Image Both Vasilisa and the witch survive in Vasilisa the Wise: when her initiation is complete, Baba Yaga insists that Vasilisa take the gift that ultimately transforms her into a tsarina.


Image In Hansel and Gretel, the witch is burned to death in her own oven—the symbol of what should be a cauldron of regeneration.

According to Hansel and Gretel, witches have red eyes and limited vision but have a keen sense of smell, like animals.

The witch wishes to fatten Hansel, the better to eat him. She stuffs him like a goose, feeling his finger periodically to see if he’s sufficiently fat. Clever Hansel fools her by offering a chicken bone to feel instead. (And if her eyesight is so poor that she can’t even see Hansel right in front of her, why can’t he slip Gretel some of his larder?)

Finally, impatient, she decides to cook him anyway, and bake Gretel in the bargain. The witch asks Gretel to test the oven’s heat: until now Gretel has been the passive child but she sees what’s coming and determines to trick the witch.

This scenario is not uncommon in fairy tales, particularly among Baba Yaga tales.

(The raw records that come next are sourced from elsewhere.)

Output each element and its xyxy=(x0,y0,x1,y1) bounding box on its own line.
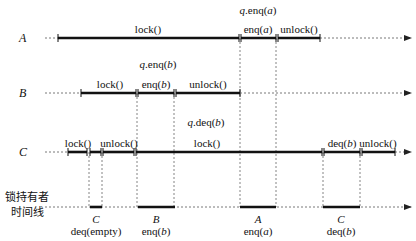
thread-b-call-annotation: q.enq(b) xyxy=(140,58,177,70)
thread-b-unlock-label: unlock() xyxy=(189,78,226,90)
thread-a-lock-label: lock() xyxy=(135,23,161,35)
timeline-op-2: enq(b) xyxy=(142,225,171,237)
thread-c-line xyxy=(45,148,411,156)
thread-a-line xyxy=(45,34,411,42)
timeline-holder-4: C xyxy=(337,213,344,225)
thread-b-enq-label: enq(b) xyxy=(142,78,171,90)
timeline-holder-2: B xyxy=(153,213,160,225)
thread-b-line xyxy=(45,89,411,97)
timeline-op-1: deq(empty) xyxy=(71,225,122,237)
thread-c-unlock1-label: unlock() xyxy=(100,137,137,149)
timeline-op-4: deq(b) xyxy=(327,225,356,237)
thread-c-lock2-label: lock() xyxy=(194,137,220,149)
thread-a-enq-label: enq(a) xyxy=(244,23,273,35)
thread-b-lock-label: lock() xyxy=(97,78,123,90)
timeline-holder-3: A xyxy=(255,213,262,225)
thread-b-name: B xyxy=(19,87,26,99)
thread-a-name: A xyxy=(19,32,26,44)
thread-c-lock1-label: lock() xyxy=(65,137,91,149)
lock-holder-timeline-label: 锁持有者 时间线 xyxy=(0,190,54,220)
thread-c-unlock2-label: unlock() xyxy=(359,137,396,149)
timeline-holder-1: C xyxy=(92,213,99,225)
thread-c-name: C xyxy=(19,146,27,158)
thread-c-call-annotation: q.deq(b) xyxy=(188,116,225,128)
timeline-op-3: enq(a) xyxy=(244,225,273,237)
timeline-label-line2: 时间线 xyxy=(0,205,54,220)
timeline-label-line1: 锁持有者 xyxy=(0,190,54,205)
thread-a-unlock-label: unlock() xyxy=(280,23,317,35)
thread-c-deq-label: deq(b) xyxy=(328,137,357,149)
lock-timeline-diagram: A B C q.enq(a) q.enq(b) q.deq(b) lock() … xyxy=(0,0,416,241)
thread-a-call-annotation: q.enq(a) xyxy=(240,4,277,16)
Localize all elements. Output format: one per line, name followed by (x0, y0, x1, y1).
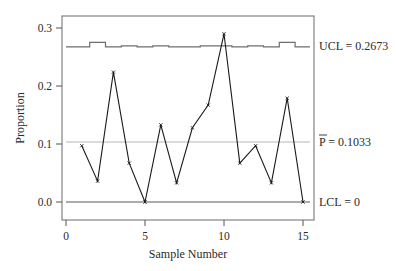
y-axis-label: Proportion (13, 92, 27, 143)
x-axis: 0 5 10 15 (63, 220, 309, 242)
center-value: = 0.1033 (325, 135, 371, 149)
data-markers (80, 32, 304, 203)
ucl-line (66, 42, 310, 47)
x-tick-15: 15 (297, 230, 309, 242)
x-tick-0: 0 (63, 230, 69, 242)
y-tick-0.0: 0.0 (38, 196, 53, 208)
center-label: P = 0.1033 (319, 135, 371, 149)
lcl-label: LCL = 0 (319, 195, 360, 209)
y-tick-0.1: 0.1 (38, 138, 53, 150)
x-axis-label: Sample Number (149, 247, 227, 261)
y-axis: 0.3 0.2 0.1 0.0 (38, 22, 62, 208)
y-tick-0.3: 0.3 (38, 22, 53, 34)
svg-text:P = 0.1033: P = 0.1033 (319, 135, 371, 149)
p-control-chart: 0.3 0.2 0.1 0.0 0 5 10 15 Sample Number … (0, 0, 396, 271)
x-tick-10: 10 (218, 230, 230, 242)
x-tick-5: 5 (142, 230, 148, 242)
ucl-label: UCL = 0.2673 (319, 39, 388, 53)
proportion-line (82, 34, 303, 202)
y-tick-0.2: 0.2 (38, 80, 53, 92)
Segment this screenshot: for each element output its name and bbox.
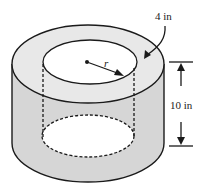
diagram-canvas: r 4 in 10 in [0, 0, 208, 187]
hollow-cylinder-figure: r 4 in 10 in [0, 0, 208, 187]
height-label: 10 in [170, 99, 193, 111]
radius-label: r [104, 57, 109, 69]
height-up-arrow-icon [177, 63, 185, 71]
thickness-label: 4 in [155, 10, 172, 22]
inner-top-ellipse [43, 40, 137, 84]
height-down-arrow-icon [177, 137, 185, 145]
inner-bottom-ellipse [42, 115, 134, 157]
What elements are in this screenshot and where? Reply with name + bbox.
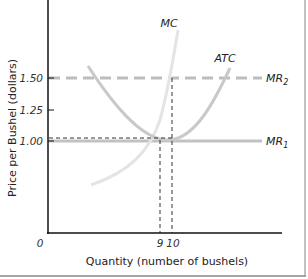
mr1-label-main: MR [266,135,283,148]
mc-label: MC [160,17,177,30]
mr2-label: MR2 [266,72,288,87]
y-tick-label-1-50: 1.50 [20,72,44,84]
chart: 1.50 1.25 1.00 Price per Bushel (dollars… [0,0,308,279]
mr1-label: MR1 [266,135,288,150]
mr2-label-sub: 2 [283,78,288,87]
y-tick-label-1-00: 1.00 [20,135,44,147]
x-tick-label-9: 9 [157,237,164,249]
mr1-label-sub: 1 [283,141,288,150]
x-tick-label-10: 10 [166,237,180,249]
x-axis-title: Quantity (number of bushels) [86,255,248,268]
y-axis-title: Price per Bushel (dollars) [6,59,19,197]
atc-label: ATC [213,52,235,65]
mc-curve [91,30,178,185]
mr2-label-main: MR [266,72,283,85]
y-tick-label-1-25: 1.25 [20,104,44,116]
origin-label: 0 [37,237,44,249]
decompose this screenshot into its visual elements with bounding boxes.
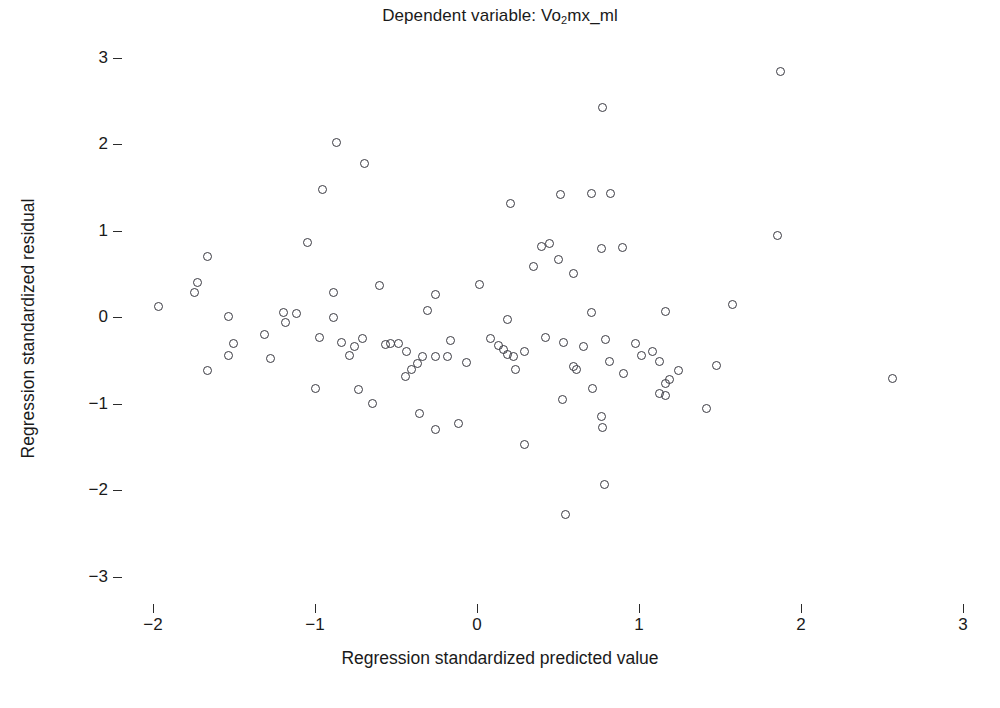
data-point xyxy=(266,354,275,363)
data-point xyxy=(888,374,897,383)
data-point xyxy=(229,339,238,348)
data-point xyxy=(618,243,627,252)
data-point xyxy=(401,372,410,381)
data-point xyxy=(661,307,670,316)
data-point xyxy=(368,399,377,408)
x-tick-label: 0 xyxy=(457,615,497,635)
y-tick-label: −2 xyxy=(68,480,108,500)
data-point xyxy=(462,358,471,367)
data-point xyxy=(503,315,512,324)
data-point xyxy=(520,440,529,449)
plot-area: 3210−1−2−3 −2−10123 xyxy=(0,0,1000,708)
data-point xyxy=(728,300,737,309)
data-point xyxy=(601,335,610,344)
data-point xyxy=(554,255,563,264)
data-point xyxy=(605,357,614,366)
y-tick-label: −1 xyxy=(68,394,108,414)
data-point xyxy=(311,384,320,393)
data-point xyxy=(556,190,565,199)
data-point xyxy=(446,336,455,345)
data-point xyxy=(572,365,581,374)
y-tick-mark xyxy=(113,58,122,59)
scatterplot-figure: Dependent variable: Vo2mx_ml 3210−1−2−3 … xyxy=(0,0,1000,708)
data-point xyxy=(545,239,554,248)
data-point xyxy=(631,339,640,348)
data-point xyxy=(619,369,628,378)
y-tick-label: 3 xyxy=(68,48,108,68)
data-point xyxy=(345,351,354,360)
data-point xyxy=(655,357,664,366)
data-point xyxy=(475,280,484,289)
data-point xyxy=(203,366,212,375)
y-tick-mark xyxy=(113,577,122,578)
y-tick-mark xyxy=(113,231,122,232)
x-tick-label: 2 xyxy=(781,615,821,635)
data-point xyxy=(529,262,538,271)
data-point xyxy=(190,288,199,297)
x-tick-label: −1 xyxy=(295,615,335,635)
y-tick-mark xyxy=(113,404,122,405)
x-tick-mark xyxy=(801,604,802,613)
data-point xyxy=(661,379,670,388)
data-point xyxy=(520,347,529,356)
data-point xyxy=(303,238,312,247)
data-point xyxy=(598,103,607,112)
data-point xyxy=(648,347,657,356)
data-point xyxy=(413,359,422,368)
data-point xyxy=(224,312,233,321)
data-point xyxy=(702,404,711,413)
x-axis-label: Regression standardized predicted value xyxy=(0,648,1000,669)
data-point xyxy=(597,244,606,253)
data-point xyxy=(541,333,550,342)
data-point xyxy=(776,67,785,76)
x-tick-label: 1 xyxy=(619,615,659,635)
x-tick-mark xyxy=(477,604,478,613)
data-point xyxy=(587,189,596,198)
data-point xyxy=(318,185,327,194)
data-point xyxy=(600,480,609,489)
data-point xyxy=(260,330,269,339)
data-point xyxy=(559,338,568,347)
data-point xyxy=(394,339,403,348)
data-point xyxy=(360,159,369,168)
data-point xyxy=(203,252,212,261)
data-point xyxy=(315,333,324,342)
data-point xyxy=(597,412,606,421)
data-point xyxy=(569,269,578,278)
y-tick-mark xyxy=(113,144,122,145)
data-point xyxy=(402,347,411,356)
y-tick-mark xyxy=(113,317,122,318)
data-point xyxy=(637,351,646,360)
data-point xyxy=(375,281,384,290)
data-point xyxy=(561,510,570,519)
y-axis-label: Regression standardized residual xyxy=(18,129,39,529)
data-point xyxy=(329,288,338,297)
data-point xyxy=(511,365,520,374)
data-point xyxy=(332,138,341,147)
data-point xyxy=(423,306,432,315)
data-point xyxy=(606,189,615,198)
x-tick-mark xyxy=(963,604,964,613)
data-point xyxy=(279,308,288,317)
y-tick-label: −3 xyxy=(68,567,108,587)
data-point xyxy=(579,342,588,351)
y-tick-label: 0 xyxy=(68,307,108,327)
data-point xyxy=(454,419,463,428)
data-point xyxy=(193,278,202,287)
data-point xyxy=(329,313,338,322)
data-point xyxy=(674,366,683,375)
data-point xyxy=(292,309,301,318)
data-point xyxy=(154,302,163,311)
data-point xyxy=(224,351,233,360)
data-point xyxy=(588,384,597,393)
data-point xyxy=(509,352,518,361)
x-tick-mark xyxy=(639,604,640,613)
x-tick-mark xyxy=(153,604,154,613)
data-point xyxy=(443,352,452,361)
data-point xyxy=(354,385,363,394)
data-point xyxy=(598,423,607,432)
data-point xyxy=(431,352,440,361)
y-tick-label: 2 xyxy=(68,134,108,154)
y-tick-mark xyxy=(113,490,122,491)
x-tick-mark xyxy=(315,604,316,613)
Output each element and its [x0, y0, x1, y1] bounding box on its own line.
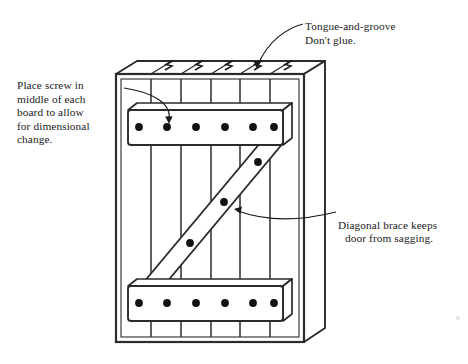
bottom-batten-front-face: [128, 286, 283, 321]
annotation-brace-line-2: door from sagging.: [338, 232, 464, 246]
annotation-brace-line-1: Diagonal brace keeps: [338, 219, 437, 231]
top-batten: [128, 103, 292, 145]
bottom-batten-top-face: [128, 279, 292, 286]
annotation-brace-note: Diagonal brace keeps door from sagging.: [338, 205, 464, 259]
screw-head: [270, 123, 278, 131]
screw-head: [221, 299, 229, 307]
screw-head: [249, 299, 257, 307]
screw-head: [270, 299, 278, 307]
screw-head: [135, 299, 143, 307]
bottom-batten-end-face: [283, 279, 292, 321]
door-illustration: [0, 0, 468, 364]
page-edge-artifact: s: [456, 312, 466, 323]
top-batten-end-face: [283, 103, 292, 145]
screw-head: [163, 299, 171, 307]
screw-head: [254, 158, 262, 166]
door-right-edge-face: [304, 61, 325, 342]
screw-head: [220, 198, 228, 206]
annotation-screw-note: Place screw in middle of each board to a…: [17, 79, 125, 147]
screw-head: [135, 123, 143, 131]
annotation-tongue-note: Tongue-and-groove Don't glue.: [305, 20, 455, 47]
screw-head: [221, 123, 229, 131]
bottom-batten: [128, 279, 292, 321]
figure-page: Place screw in middle of each board to a…: [0, 0, 468, 364]
screw-head: [163, 123, 171, 131]
screw-head: [186, 239, 194, 247]
top-batten-front-face: [128, 110, 283, 145]
screw-head: [249, 123, 257, 131]
screw-head: [192, 299, 200, 307]
screw-head: [192, 123, 200, 131]
top-batten-top-face: [128, 103, 292, 110]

There’s a game aspect to it, and it’s usually accompanied by verbal banter. The witch wants to cook someone who turns the tables on her, effectively assuming the witch’s role: it’s an initiation story. Having gotten the witch in the oven, the person quickly escapes and the witch survives to initiate more visitors. Hansel and Gretel takes this format but distorts it. There’s little verbal banter but graphic violence instead.

Japanese manga artist/author Junko Mizuno re-envisions Hansel and Gretel (Viz, 2003): Gretel Sakazaki, high-school warrior, rescues her entire community from the witch’s enchantment with a little help from her twin, Hansel, and a magic doll. There is no stepmother: both mother and father are nurturing but bewitched. No one is robbed, eaten or killed; all characters including the witch are eventually reconciled. Even the witch’s motivation is explained.

Gretel shoves the witch into the iron oven; the story emphasizes the flames and her shrieks as she dies. Once she’s dead and the children have nothing to fear, they do not run away but rob the dead witch blind. They steal everything in the house including precious jewels. Only then do the children rush home to the parents who have twice abandoned them. Miraculously, considering how lost they were before they now have no trouble finding their way home.

Proximity to the witch has paid off: Gretel is now the leader. She has gained the capacity to speak with ducks, allowing the children to return home where their father is delighted to see his now-wealthy children. The father’s wife “coincidentally” died at the same time as the witch, leading many to interpret that they are one and the same.

See page 494, Russian Fairy Tales: Vasilisa the Wise; CREATIVE ARTS: Films: Blair Witch Project, Manga; PLACES: Forest.